The heat makes her mind drift: she tries to remember what sparked her most recent quarrel with Bob, but it seems so distant and irrelevant now — like home, like Bob arguing with her father, like their hurried registry-office wedding and furtive emigration board hearing. All that makes sense now is the stifling heat, the glare of not-sunlight, John working with his camera out in the noonday sun where only mad dogs and Englishmen dare go. Ah, it was the washing. Who was going to do the washing while Maddy was away on the two-day field trip? Bob seemed to think he was doing her a favor, cooking for himself and taking his clothes to the single over-used public laundry. (Some year real soon now they'd get washing machines, but not yet…) Bob seemed to think he was being big-hearted, not publicly getting jealous all over her having a job that took her away from home with a male superior who was notoriously single. Bob seemed to think he was some kind of progressive liberated man, for putting up with a wife who had read Betty Freidan and didn't shave her armpits. Fuck you, Bob, she thinks tiredly, and tugs the heavy strap of the sample case over her shoulder and turns to head in John's direction. There'll be time to sort things out with Bob later. For now, she's got a job to do.

John is leaning over the battered camera, peering through its viewfinder in search of…something. "What's up?" she asks.

"Mock termites are up," he says, very seriously. "See the entrances?" The mock termites are what they've come to take a look at — nobody's reported on them from close up, but they're very visible as soon as you venture into the dusty plain.
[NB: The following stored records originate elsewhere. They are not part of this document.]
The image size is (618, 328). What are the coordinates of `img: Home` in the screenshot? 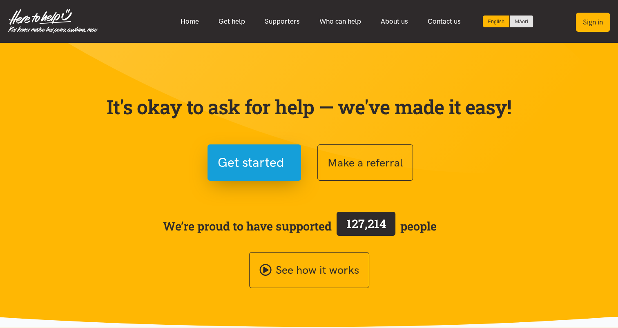 It's located at (53, 21).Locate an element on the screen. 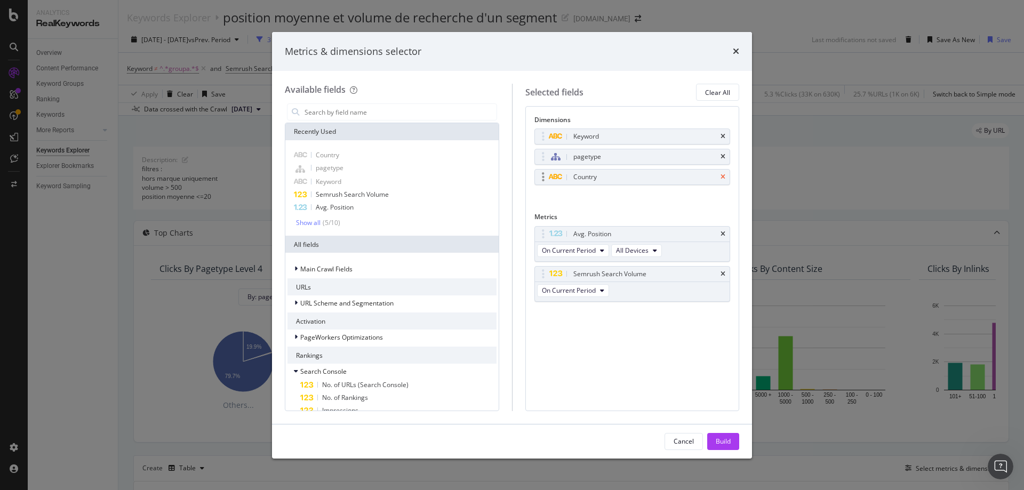 The image size is (1024, 490). div: Avg. PositiontimesOn Current PeriodAll Devices is located at coordinates (632, 244).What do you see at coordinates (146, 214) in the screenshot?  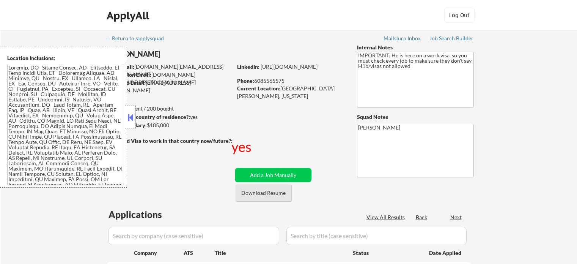 I see `div: Applications` at bounding box center [146, 214].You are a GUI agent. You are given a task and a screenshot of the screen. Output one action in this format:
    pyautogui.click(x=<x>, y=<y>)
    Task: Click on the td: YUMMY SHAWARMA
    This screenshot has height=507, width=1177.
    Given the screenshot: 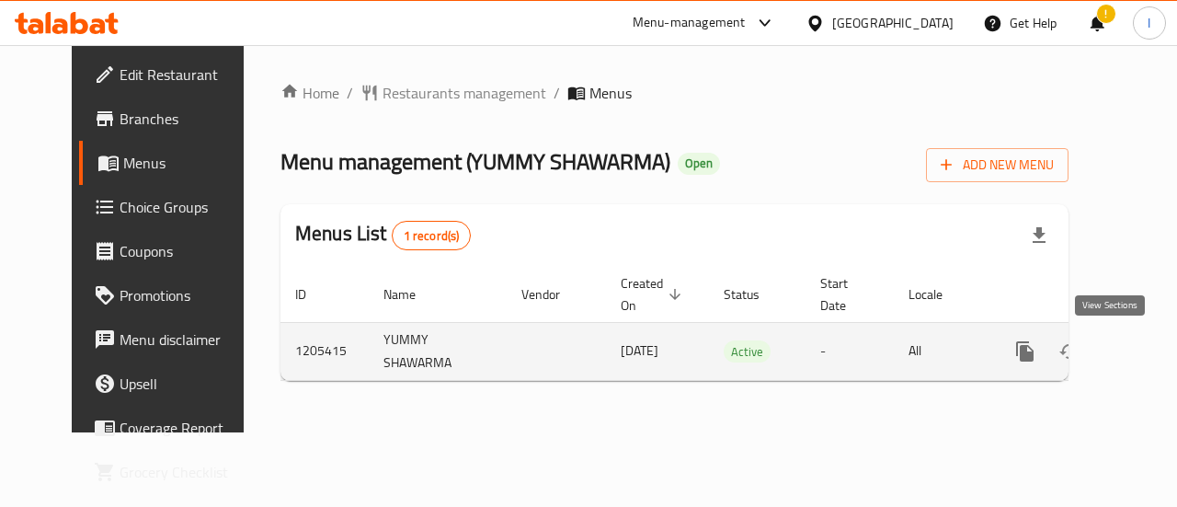 What is the action you would take?
    pyautogui.click(x=438, y=350)
    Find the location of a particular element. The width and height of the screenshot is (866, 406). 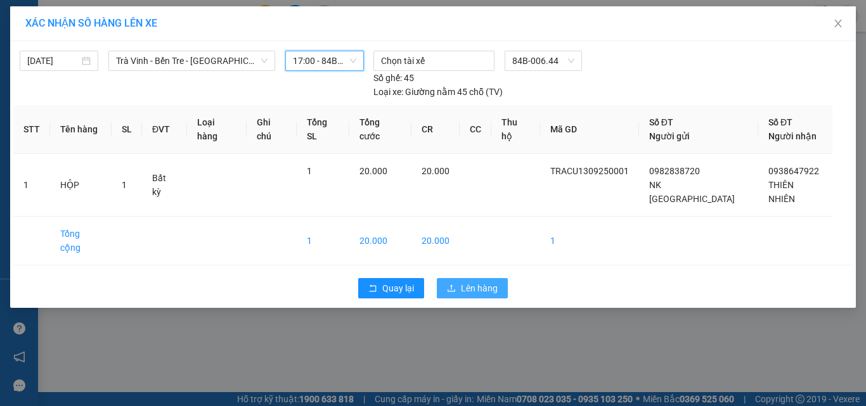

th: Thu hộ is located at coordinates (515, 129).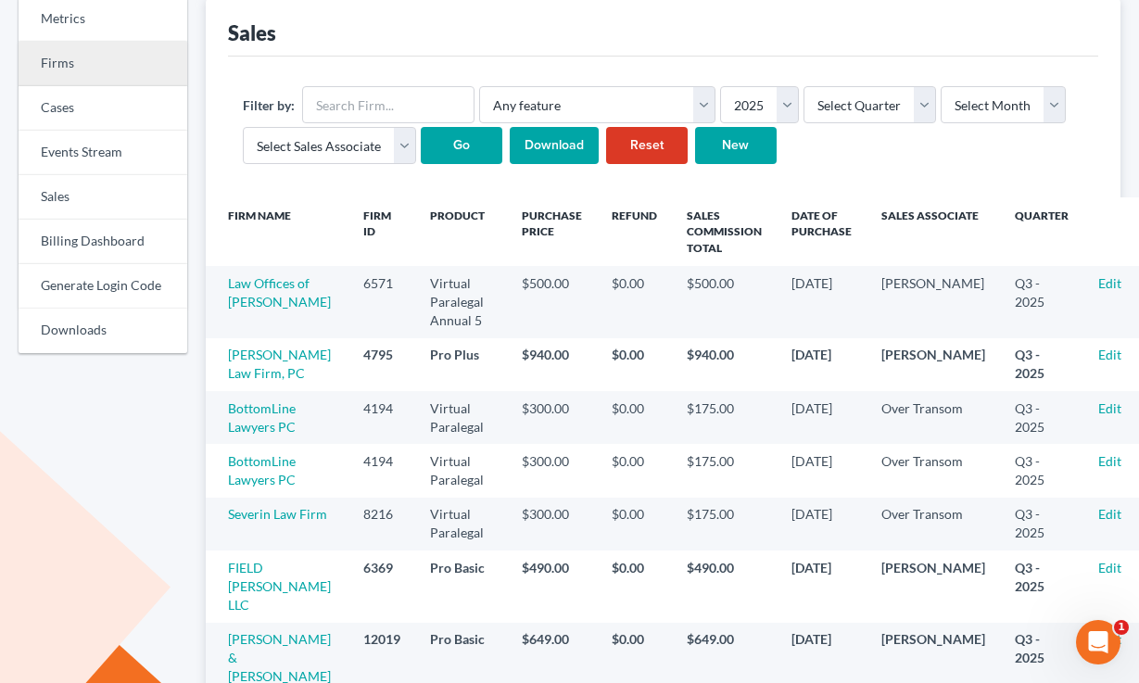  Describe the element at coordinates (821, 232) in the screenshot. I see `th: Date of Purchase` at that location.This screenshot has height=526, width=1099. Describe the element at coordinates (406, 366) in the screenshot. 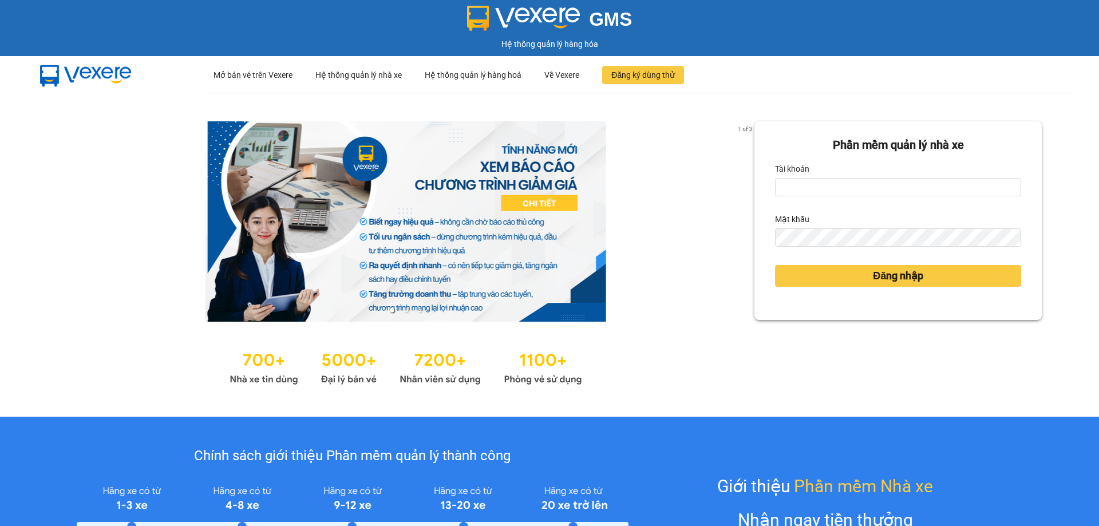

I see `img: Statistics.png` at that location.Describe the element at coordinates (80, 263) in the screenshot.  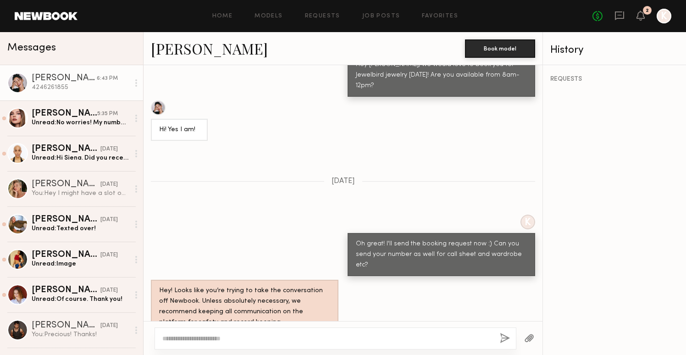
I see `div: Unread: Image` at that location.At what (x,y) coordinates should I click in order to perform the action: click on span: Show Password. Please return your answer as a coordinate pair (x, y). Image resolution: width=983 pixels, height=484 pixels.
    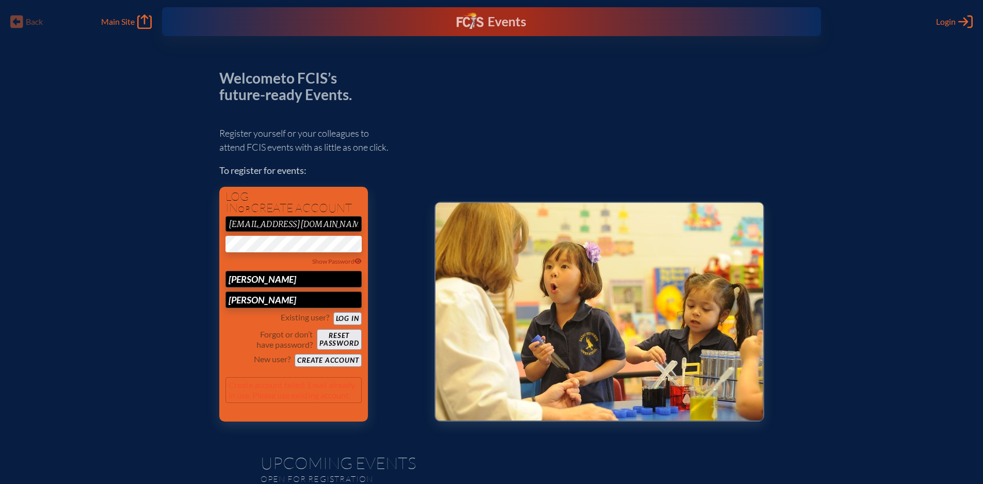
    Looking at the image, I should click on (337, 261).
She peers at the foot of the termite mound, a baked clay hump in the soil that seems to writhe with life. There are little pipe-like holes, tunnels almost, emerging from the base of the mound, and little black mock-termites dancing in and out of the holes in never-ending streams. Little is relative — they're almost as large as mice. "Don't touch them," he warns.

"Are they poisonous?" asks Maddy.

"Don't know, don't want to find out this far from the hospital. The fact that there are no vertebrates here—" he shrugs. "We know they're poisonous to other insectoida."

Maddy puts the sample case down. "But nobody's been bitten, or died, or anything."

"Not that we know of." He folds back the lid of the case and she shivers, abruptly cold, imagining bleached bones lying unburied in the long grass of the inland plain, where no humans will live for centuries to come. "It's essential to take care out here. We could be missing for days before anyone noticed, and a search party wouldn't necessarily find us, even with the journey plan we filed."

"Okay." She watches as he takes out an empty sample jar and a label and carefully notes down time and date, distance and direction from the milestone at the heart of Fort Eisenhower. Thirty six miles. They might as well be on another planet. "You're taking samples?"

He glances round: "Of course." Then he reaches into the side pocket of the bag and removes a pair of heavy gloves, which he proceeds to put on, and a trowel. "If you could put the case down over there?"